Quotery
Quote #193853

A very intimate sense of the expressiveness of outward things, which ponders, listens, penetrates, where the earlier, less developed consciousness passed lightly by, is an important element in the general temper of our modern poetry.

Walter Pater

About This Quote

Walter Pater (1839–1894), a leading Victorian critic associated with aestheticism, developed a style of criticism attentive to the sensuous and psychological effects of art and literature. This remark comes from his account of how modern poetry differs from earlier modes: it registers a heightened, more self-conscious responsiveness to the visible world—landscape, objects, surfaces—as if they carried emotional and intellectual meaning. Pater’s broader critical project in the 1860s–1870s was to describe the “modern” sensibility (shaped by Romanticism and later nineteenth-century thought) as more inward, reflective, and finely discriminating, and to show how that sensibility manifests in poetic technique and attention to detail.

Interpretation

Pater argues that modern poetry is marked by an intensified receptivity to “outward things.” The mature poetic mind does not merely notice the external world; it dwells on it, listens for its implications, and treats it as expressive—capable of suggesting moods, ideas, and states of consciousness. What earlier, “less developed” awareness might have skimmed over becomes, for the modern poet, charged with significance. The claim implies a shift from generalized description toward a more nuanced, interpretive realism: objects and scenes are rendered with patient attention because they are understood as mediating inner life. Pater thus links poetic modernity to a refined perceptual and interpretive temperament.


* Exercise directions:
Give the number of lines in the records below that contain the word "Submission", and nothing more.

* Stored items from a collection:
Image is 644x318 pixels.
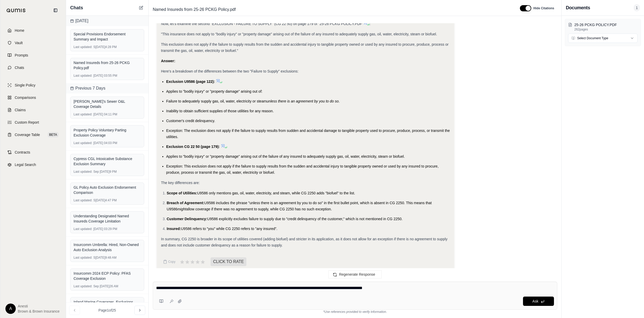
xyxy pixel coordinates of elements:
div: Sep [DATE]9 PM [74,170,141,174]
button: Copy [161,257,178,267]
span: Last updated: [74,284,92,288]
span: Applies to "bodily injury" or "property damage" arising out of the failure of any insured to adeq... [166,154,405,159]
p: 262 pages [574,27,637,31]
div: Insurcomm 2024 ECP Policy: PFAS Coverage Exclusion [74,271,141,281]
span: Brown & Brown Insurance [18,309,60,314]
div: Property Policy Voluntary Parting Exclusion Coverage [74,128,141,138]
div: [PERSON_NAME]'s Sewer O&L Coverage Details [74,99,141,109]
span: Hide Citations [533,6,554,10]
span: Contracts [15,150,30,155]
span: Regenerate Response [339,272,375,277]
div: Special Provisions Endorsement Summary and Impact [74,31,141,42]
h3: Documents [566,4,590,11]
span: Chats [70,4,83,11]
span: Last updated: [74,141,92,145]
div: S[DATE]4:47 PM [74,198,141,202]
button: Collapse sidebar [51,6,60,14]
span: Exclusion CG 22 50 (page 179): [166,145,220,149]
a: Custom Report [3,117,62,128]
div: Edit Title [151,5,514,14]
div: Sep [DATE]26 AM [74,284,141,288]
div: [DATE] 03:55 PM [74,74,141,78]
span: Custom Report [15,120,39,125]
button: Regenerate Response [329,270,382,279]
span: BETA [48,132,59,137]
div: Previous 7 Days [66,83,148,94]
span: Customer Delinquency: [167,217,207,221]
span: Last updated: [74,45,92,49]
div: S[DATE]4:28 PM [74,45,141,49]
span: Exclusion U9586 (page 122): [166,80,215,84]
span: Inability to obtain sufficient supplies of those utilities for any reason. [166,109,274,113]
span: Failure to adequately supply gas, oil, water, electricity or steam [166,99,267,103]
span: Last updated: [74,170,92,174]
div: A [5,304,16,314]
div: GL Policy Auto Exclusion Endorsement Comparison [74,185,141,195]
span: Named Insureds from 25-26 PCKG Policy.pdf [151,5,238,14]
a: Legal Search [3,159,62,170]
span: Here's a breakdown of the differences between the two "Failure to Supply" exclusions: [161,69,298,73]
span: 1 [634,4,640,11]
div: S[DATE]9:48 AM [74,255,141,260]
span: . [339,99,339,103]
a: Coverage TableBETA [3,129,62,140]
span: Page 1 of 25 [99,308,116,313]
span: "This insurance does not apply to "bodily injury" or "property damage" arising out of the failure... [161,32,437,36]
div: [DATE] 04:03 PM [74,141,141,145]
a: Chats [3,62,62,73]
a: Prompts [3,50,62,61]
a: Vault [3,37,62,48]
span: Prompts [15,53,28,58]
div: [DATE] [66,16,148,26]
strong: Answer: [161,59,175,63]
span: Last updated: [74,227,92,231]
div: Understanding Designated Named Insureds Coverage Limitation [74,214,141,224]
span: U9586 includes the phrase "unless there is an agreement by you to do so" in the first bullet poin... [167,201,432,211]
span: Last updated: [74,198,92,202]
span: Comparisons [15,95,36,100]
span: Anesti [18,304,60,309]
span: Vault [15,40,23,46]
a: Claims [3,104,62,116]
span: In summary, CG 2250 is broader in its scope of utilities covered (adding biofuel) and stricter in... [161,237,447,247]
span: Exception: This exclusion does not apply if the failure to supply results from the sudden and acc... [166,164,439,174]
span: U9586 refers to "you" while CG 2250 refers to "any insured". [181,226,277,231]
span: U9586 only mentions gas, oil, water, electricity, and steam, while CG 2250 adds "biofuel" to the ... [197,191,355,195]
span: might [177,207,186,211]
span: The key differences are: [161,181,200,185]
img: Qumis Logo [7,9,26,12]
span: Last updated: [74,74,92,78]
span: Last updated: [74,112,92,116]
div: *Use references provided to verify information. [153,310,557,314]
span: Breach of Agreement: [167,201,204,205]
div: [DATE] 04:11 PM [74,112,141,116]
span: Now, let's examine the second "EXCLUSION - FAILURE TO SUPPLY" (CG 22 50) on page 179 of "25-26 PC... [161,22,363,26]
button: 25-26 PCKG POLICY.PDF262pages [568,22,637,31]
div: Insurcomm Umbrella: Hired, Non-Owned Auto Exclusion Analysis [74,242,141,253]
a: Contracts [3,147,62,158]
button: New Chat [138,5,144,11]
span: Legal Search [15,162,36,167]
span: Claims [15,107,26,113]
a: Home [3,25,62,36]
a: Comparisons [3,92,62,103]
span: Chats [15,65,24,70]
span: Customer's credit delinquency. [166,119,215,123]
span: This exclusion does not apply if the failure to supply results from the sudden and accidental inj... [161,42,448,53]
span: Applies to "bodily injury" or "property damage" arising out of: [166,89,262,94]
span: unless there is an agreement by you to do so [267,99,339,103]
div: Named Insureds from 25-26 PCKG Policy.pdf [74,60,141,70]
span: Home [15,28,24,33]
span: Last updated: [74,255,92,260]
span: Scope of Utilities: [167,191,197,195]
div: Cypress CGL Intoxicative Substance Exclusion Summary [74,156,141,166]
p: 25-26 PCKG POLICY.PDF [574,22,637,27]
span: CLICK TO RATE [211,258,246,266]
span: U9586 explicitly excludes failure to supply due to "credit delinquency of the customer," which is... [207,217,402,221]
a: Single Policy [3,80,62,91]
span: Exception: The exclusion does not apply if the failure to supply results from sudden and accident... [166,128,450,139]
span: Copy [168,260,175,264]
span: Ask [532,299,538,303]
span: allow coverage if there was no agreement to supply, while CG 2250 has no such exception. [186,207,332,211]
button: Ask [523,296,554,306]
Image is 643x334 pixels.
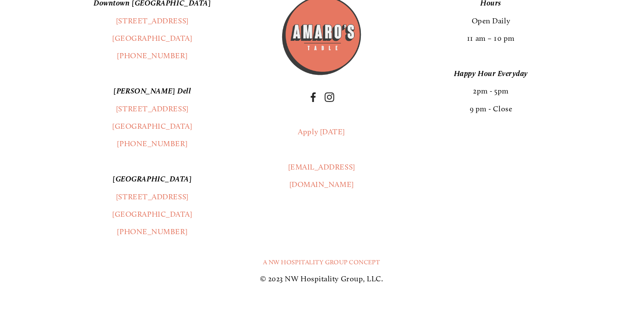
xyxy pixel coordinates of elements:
em: [PERSON_NAME] Dell [114,86,191,96]
p: © 2023 NW Hospitality Group, LLC. [39,270,605,288]
a: Facebook [308,92,318,102]
a: [GEOGRAPHIC_DATA] [112,122,192,131]
a: A NW Hospitality Group Concept [263,259,381,266]
a: [PHONE_NUMBER] [117,139,188,148]
a: Apply [DATE] [298,127,345,136]
em: [GEOGRAPHIC_DATA] [113,174,192,184]
a: Instagram [324,92,335,102]
a: [STREET_ADDRESS] [116,104,189,114]
a: [PHONE_NUMBER] [117,227,188,236]
em: Happy Hour Everyday [454,69,528,78]
a: [EMAIL_ADDRESS][DOMAIN_NAME] [288,162,355,189]
p: 2pm - 5pm 9 pm - Close [377,65,605,118]
a: [STREET_ADDRESS][GEOGRAPHIC_DATA] [112,192,192,219]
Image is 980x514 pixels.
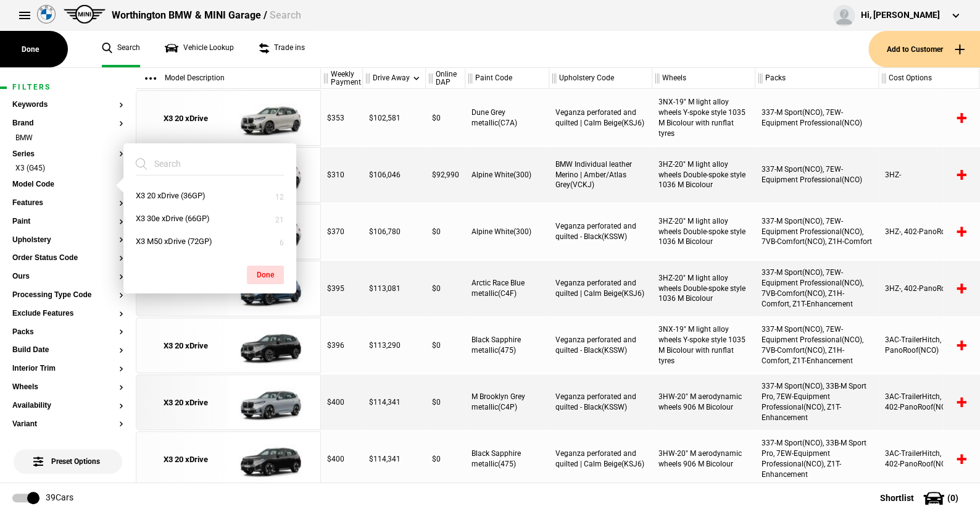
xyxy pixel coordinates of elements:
[12,84,124,92] h1: Filters
[426,318,466,373] div: $0
[426,431,466,487] div: $0
[12,328,124,336] button: Packs
[12,309,124,318] button: Exclude Features
[321,431,363,487] div: $400
[755,68,878,89] div: Packs
[652,68,755,89] div: Wheels
[12,383,124,402] section: Wheels
[112,9,300,22] div: Worthington BMW & MINI Garage /
[247,266,284,284] button: Done
[12,364,124,373] button: Interior Trim
[755,90,879,146] div: 337-M Sport(NCO), 7EW-Equipment Professional(NCO)
[12,254,124,263] button: Order Status Code
[164,397,208,408] div: X3 20 xDrive
[12,328,124,346] section: Packs
[321,68,363,89] div: Weekly Payment
[363,90,426,146] div: $102,581
[426,90,466,146] div: $0
[124,208,296,231] button: X3 30e xDrive (66GP)
[879,204,980,259] div: 3HZ-, 402-PanoRoof(NCO)
[652,318,755,373] div: 3NX-19" M light alloy wheels Y-spoke style 1035 M Bicolour with runflat tyres
[755,261,879,316] div: 337-M Sport(NCO), 7EW-Equipment Professional(NCO), 7VB-Comfort(NCO), Z1H-Comfort, Z1T-Enhancement
[426,204,466,259] div: $0
[12,420,124,439] section: Variant
[142,91,228,147] a: X3 20 xDrive
[12,180,124,189] button: Model Code
[426,147,466,203] div: $92,990
[363,147,426,203] div: $106,046
[164,341,208,351] div: X3 20 xDrive
[321,204,363,259] div: $370
[363,204,426,259] div: $106,780
[466,261,549,316] div: Arctic Race Blue metallic(C4F)
[12,309,124,328] section: Exclude Features
[426,261,466,316] div: $0
[549,147,652,203] div: BMW Individual leather Merino | Amber/Atlas Grey(VCKJ)
[228,432,314,488] img: cosySec
[12,273,124,291] section: Ours
[142,318,228,374] a: X3 20 xDrive
[549,431,652,487] div: Veganza perforated and quilted | Calm Beige(KSJ6)
[466,318,549,373] div: Black Sapphire metallic(475)
[549,318,652,373] div: Veganza perforated and quilted - Black(KSSW)
[466,68,549,89] div: Paint Code
[879,374,980,430] div: 3AC-TrailerHitch, 3HW-, 402-PanoRoof(NCO)
[426,68,465,89] div: Online DAP
[321,261,363,316] div: $395
[12,150,124,159] button: Series
[321,90,363,146] div: $353
[879,68,979,89] div: Cost Options
[881,494,914,503] span: Shortlist
[12,364,124,383] section: Interior Trim
[879,147,980,203] div: 3HZ-
[12,180,124,199] section: Model Code
[142,432,228,488] a: X3 20 xDrive
[136,68,320,89] div: Model Description
[12,120,124,150] section: BrandBMW
[879,318,980,373] div: 3AC-TrailerHitch, 402-PanoRoof(NCO)
[12,218,124,236] section: Paint
[12,150,124,181] section: SeriesX3 (G45)
[549,261,652,316] div: Veganza perforated and quilted | Calm Beige(KSJ6)
[755,204,879,259] div: 337-M Sport(NCO), 7EW-Equipment Professional(NCO), 7VB-Comfort(NCO), Z1H-Comfort
[228,91,314,147] img: cosySec
[36,442,100,466] span: Preset Options
[321,374,363,430] div: $400
[12,101,124,110] button: Keywords
[466,90,549,146] div: Dune Grey metallic(C7A)
[861,9,940,21] div: Hi, [PERSON_NAME]
[363,431,426,487] div: $114,341
[755,318,879,373] div: 337-M Sport(NCO), 7EW-Equipment Professional(NCO), 7VB-Comfort(NCO), Z1H-Comfort, Z1T-Enhancement
[549,204,652,259] div: Veganza perforated and quilted - Black(KSSW)
[46,492,74,504] div: 39 Cars
[948,494,959,503] span: ( 0 )
[12,218,124,226] button: Paint
[363,374,426,430] div: $114,341
[12,199,124,218] section: Features
[652,204,755,259] div: 3HZ-20" M light alloy wheels Double-spoke style 1036 M Bicolour
[12,346,124,364] section: Build Date
[12,420,124,429] button: Variant
[165,31,234,67] a: Vehicle Lookup
[652,261,755,316] div: 3HZ-20" M light alloy wheels Double-spoke style 1036 M Bicolour
[755,147,879,203] div: 337-M Sport(NCO), 7EW-Equipment Professional(NCO)
[755,431,879,487] div: 337-M Sport(NCO), 33B-M Sport Pro, 7EW-Equipment Professional(NCO), Z1T-Enhancement
[466,431,549,487] div: Black Sapphire metallic(475)
[363,261,426,316] div: $113,081
[12,120,124,128] button: Brand
[12,236,124,255] section: Upholstery
[12,254,124,273] section: Order Status Code
[426,374,466,430] div: $0
[102,31,140,67] a: Search
[12,291,124,309] section: Processing Type Code
[862,483,980,513] button: Shortlist(0)
[321,147,363,203] div: $310
[321,318,363,373] div: $396
[879,261,980,316] div: 3HZ-, 402-PanoRoof(NCO)
[466,374,549,430] div: M Brooklyn Grey metallic(C4P)
[64,5,106,24] img: mini.png
[549,68,652,89] div: Upholstery Code
[755,374,879,430] div: 337-M Sport(NCO), 33B-M Sport Pro, 7EW-Equipment Professional(NCO), Z1T-Enhancement
[549,374,652,430] div: Veganza perforated and quilted - Black(KSSW)
[164,454,208,465] div: X3 20 xDrive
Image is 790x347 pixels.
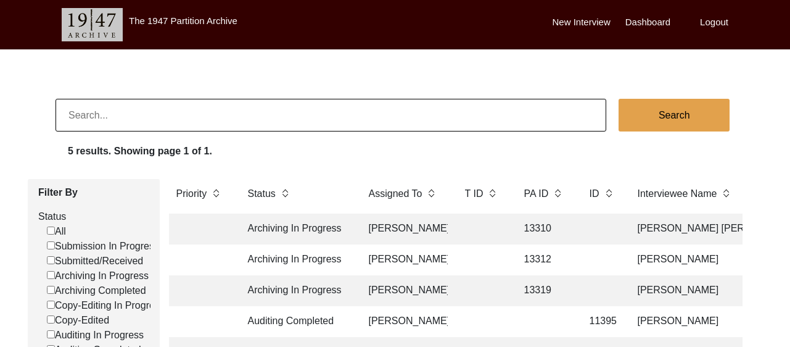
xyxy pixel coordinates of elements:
label: Auditing In Progress [47,328,144,342]
label: Submitted/Received [47,254,143,268]
td: [PERSON_NAME] [361,306,448,337]
td: Archiving In Progress [241,275,352,306]
td: [PERSON_NAME] [630,275,754,306]
td: [PERSON_NAME] [PERSON_NAME] [630,213,754,244]
label: Submission In Progress [47,239,159,254]
input: Auditing In Progress [47,330,55,338]
td: [PERSON_NAME] [361,244,448,275]
label: Copy-Edited [47,313,109,328]
td: [PERSON_NAME] [630,244,754,275]
label: Priority [176,186,207,201]
img: sort-button.png [427,186,435,200]
label: Filter By [38,185,151,200]
td: Archiving In Progress [241,213,352,244]
img: header-logo.png [62,8,123,41]
input: Archiving Completed [47,286,55,294]
label: Archiving In Progress [47,268,149,283]
td: 13312 [517,244,572,275]
button: Search [619,99,730,131]
img: sort-button.png [553,186,562,200]
label: New Interview [553,15,611,30]
input: Submission In Progress [47,241,55,249]
img: sort-button.png [722,186,730,200]
input: Copy-Editing In Progress [47,300,55,308]
input: All [47,226,55,234]
label: Status [38,209,151,224]
input: Submitted/Received [47,256,55,264]
img: sort-button.png [281,186,289,200]
label: Interviewee Name [638,186,717,201]
td: [PERSON_NAME] [630,306,754,337]
label: Dashboard [625,15,670,30]
td: [PERSON_NAME] [361,213,448,244]
label: Logout [700,15,728,30]
label: Archiving Completed [47,283,146,298]
td: 13319 [517,275,572,306]
label: Status [248,186,276,201]
label: PA ID [524,186,549,201]
label: Assigned To [369,186,423,201]
td: 13310 [517,213,572,244]
label: The 1947 Partition Archive [129,15,237,26]
label: Copy-Editing In Progress [47,298,165,313]
label: T ID [465,186,484,201]
td: [PERSON_NAME] [361,275,448,306]
img: sort-button.png [212,186,220,200]
img: sort-button.png [488,186,497,200]
td: 11395 [582,306,621,337]
img: sort-button.png [604,186,613,200]
td: Auditing Completed [241,306,352,337]
input: Search... [56,99,606,131]
label: 5 results. Showing page 1 of 1. [68,144,212,159]
input: Archiving In Progress [47,271,55,279]
label: ID [590,186,600,201]
label: All [47,224,66,239]
input: Copy-Edited [47,315,55,323]
td: Archiving In Progress [241,244,352,275]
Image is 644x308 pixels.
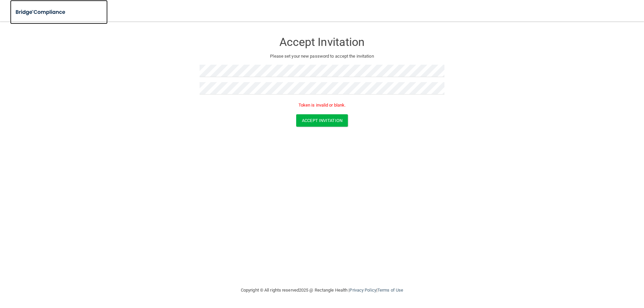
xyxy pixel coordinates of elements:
[10,5,72,19] img: bridge_compliance_login_screen.278c3ca4.svg
[200,101,444,109] p: Token is invalid or blank.
[296,114,348,127] button: Accept Invitation
[204,52,440,60] p: Please set your new password to accept the invitation
[349,288,376,293] a: Privacy Policy
[377,288,403,293] a: Terms of Use
[200,280,444,301] div: Copyright © All rights reserved 2025 @ Rectangle Health | |
[200,36,444,48] h3: Accept Invitation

* Exercise answer:
2